Social Security Turned 68 on August 14!
August 18, 2003
On August 14, 1935, President Franklin D. Roosevelt signed the Social Security Act into law, creating a publicly funded retirement program. Sixty-eight years later, Social Security has morphed into a system of many inequities that faces multi-trillion dollar deficits in the near future.
Michael Tanner, director of the Cato Institute's Project on Social Security Choice, marked Social Security's birthday with the following comments:
"As Social Security turns 68 years old, it is time to recognize that a program designed for the 1930s is no longer adequate for the 21st century. Americans are well aware that Social Security is facing a financial crisis. In just 15 years Social Security will begin to run a deficit, and, overall, the program faces a shortfall of more than $26 trillion. But Social Security's problems extend well beyond the program's finances.
"Even if the system's finances could somehow be repaired, younger workers would still receive a far-below-market rate of return. Moreover, the system has numerous inequities built into it, biases that penalize low-income workers, minorities, and workingwomen. Individuals do not own or control their retirement funds, and Social Security benefits are not inheritable, meaning that millions of low-income workers are prevented from accumulating and passing on wealth. It is time for the current Social Security system to go gently into retirement and for Americans to have a new, improved 21st century retirement program."
In a op-ed appearing in the Washington Times, James Martin, president of the 60 Plus Association urges his fellow seniors to support options for younger workers: primarily the option to contribute to personal retirement accounts. Excerpts of his special follow:
"I'm calling on all of my fellow seniors this Aug. 14 to dedicate their energies to the necessary task of updating the tattered federal retirement program. We need not do it for ourselves; we will be fine. No politician would be stupid enough to even try to deny us our due. They have seen the seniors lobby in action and they know better. But we do need to fix the program. We need to do it for our grandchildren.

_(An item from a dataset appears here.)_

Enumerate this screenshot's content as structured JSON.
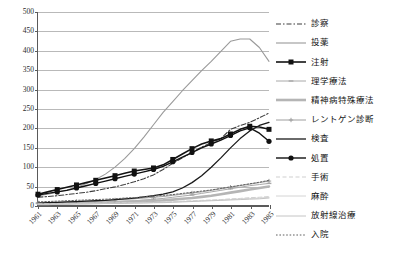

"When our children—the 77 million baby boomers—start retiring…the system will plunge into the red, paying out more in benefits than it receives in taxes. By the time our grandchildren and their children reach retirement age, Social Security will only be a shadow of its former self, or a distant memory—unless we do something to fix it, and do it soon.
"What that something should be continues to be the subject of heated debate. With lower birth rates and longer life expectancies…the current system could only survive by increasing taxes, reducing benefits, raising the retirement age another few years [some have suggested 70]—or some combination of the three.
"What are the alternatives to the bitter medicine proposed by those who want to maintain the status quo by raising taxes or slashing benefits? The answer: We can reinvent Social Security. … Let's give our grandchildren—and future generations of U.S. workers—the right to set aside some of their Social Security taxes in personal investment accounts, like IRAs. Doing so would be voluntary. It would relieve some of the financial pressure on Social Security, since the obligations of the system would decline accordingly. Best of all, our grandchildren would be better off, because even modest investments will increase in value over time, while Social Security's ability to pay will decline.
"This Aug. 14, let's give our young people a present: our promise that we won't rest until the Social Security system is updated for the 21st century."
Gary M. Galles, a professor of economics at Pepperdine University, expressed similar sentiments in a Philadelphia Inquirer article, "Social Security Really Isn't All That Secure." He writes:
"[August 14] now acts as a focal point for assertions that we must preserve Social Security as is, particularly against reforms that would allow any privatization. But the falling number of workers per retiree as baby boomers retire…guarantees Social Security's insolvency in its present form…. Therefore, the status quo is not an option. Social Security as is cannot be saved.
"Defenders offer no real structural reform. They say relying on people's market choices to fund their retirement is just too risky to replace the safety of Social Security. While that is a highly questionable claim, what is seldom discussed is that Social Security is not the rock of security it is advertised to be.
"Social Security may not face any market risk, but relying on unenforceable political promises of retirement benefits is far riskier than relying on the legally enforceable contracts that back private retirement investments.
"Social Security's current promised benefits will be far from a sure thing decades from now. I would rather bear the risks of market volatility, minimized by prudent planning and diversification, than bet my golden years on future politicians honoring commitments made now by other politicians, when that will require them to raise taxes sharply."